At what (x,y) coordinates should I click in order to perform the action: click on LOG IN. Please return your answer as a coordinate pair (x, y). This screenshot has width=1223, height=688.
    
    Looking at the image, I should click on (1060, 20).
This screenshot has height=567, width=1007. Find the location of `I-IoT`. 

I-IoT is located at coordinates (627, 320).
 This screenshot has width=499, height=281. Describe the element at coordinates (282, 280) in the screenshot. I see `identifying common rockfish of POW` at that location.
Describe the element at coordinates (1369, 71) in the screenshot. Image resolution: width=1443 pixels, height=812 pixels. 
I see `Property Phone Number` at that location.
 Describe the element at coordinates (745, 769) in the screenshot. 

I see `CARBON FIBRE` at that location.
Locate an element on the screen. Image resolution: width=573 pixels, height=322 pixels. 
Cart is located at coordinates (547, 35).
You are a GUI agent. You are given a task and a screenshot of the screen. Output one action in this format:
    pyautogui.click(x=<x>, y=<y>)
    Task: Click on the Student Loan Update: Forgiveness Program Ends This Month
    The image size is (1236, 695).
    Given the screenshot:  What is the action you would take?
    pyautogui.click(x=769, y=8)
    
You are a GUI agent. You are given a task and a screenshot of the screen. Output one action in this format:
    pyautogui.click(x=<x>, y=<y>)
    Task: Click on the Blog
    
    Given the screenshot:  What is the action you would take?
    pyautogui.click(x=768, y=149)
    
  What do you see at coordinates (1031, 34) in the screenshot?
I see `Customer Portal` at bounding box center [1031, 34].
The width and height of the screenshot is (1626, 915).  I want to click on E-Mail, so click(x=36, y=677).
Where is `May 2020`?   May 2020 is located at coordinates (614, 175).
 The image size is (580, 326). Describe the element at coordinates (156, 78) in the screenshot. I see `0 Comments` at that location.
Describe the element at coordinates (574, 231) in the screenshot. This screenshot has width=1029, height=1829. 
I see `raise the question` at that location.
◇ ◇ ◇ ◇ ◇ ◇ ◇
What is expected: Repeat all of the data exactly. Include every line.

Output:
At what (x,y) coordinates should I click in order to perform the action: click on LOG IN. Please return your answer as a coordinate pair (x, y). This screenshot has width=1223, height=688.
    
    Looking at the image, I should click on (1060, 20).
This screenshot has height=567, width=1007. Find the location of `I-IoT`. 

I-IoT is located at coordinates (627, 320).
 This screenshot has width=499, height=281. Describe the element at coordinates (282, 280) in the screenshot. I see `identifying common rockfish of POW` at that location.
Describe the element at coordinates (1369, 71) in the screenshot. Image resolution: width=1443 pixels, height=812 pixels. 
I see `Property Phone Number` at that location.
 Describe the element at coordinates (745, 769) in the screenshot. 

I see `CARBON FIBRE` at that location.
Locate an element on the screen. Image resolution: width=573 pixels, height=322 pixels. 
Cart is located at coordinates (547, 35).
You are a GUI agent. You are given a task and a screenshot of the screen. Output one action in this format:
    pyautogui.click(x=<x>, y=<y>)
    Task: Click on the Student Loan Update: Forgiveness Program Ends This Month
    The image size is (1236, 695).
    Given the screenshot:  What is the action you would take?
    pyautogui.click(x=769, y=8)
    
You are a GUI agent. You are given a task and a screenshot of the screen. Output one action in this format:
    pyautogui.click(x=<x>, y=<y>)
    Task: Click on the Blog
    
    Given the screenshot:  What is the action you would take?
    pyautogui.click(x=768, y=149)
    
  What do you see at coordinates (1031, 34) in the screenshot?
I see `Customer Portal` at bounding box center [1031, 34].
The width and height of the screenshot is (1626, 915).  I want to click on E-Mail, so click(x=36, y=677).
Where is `May 2020`?   May 2020 is located at coordinates (614, 175).
 The image size is (580, 326). Describe the element at coordinates (156, 78) in the screenshot. I see `0 Comments` at that location.
Describe the element at coordinates (574, 231) in the screenshot. This screenshot has width=1029, height=1829. 
I see `raise the question` at that location.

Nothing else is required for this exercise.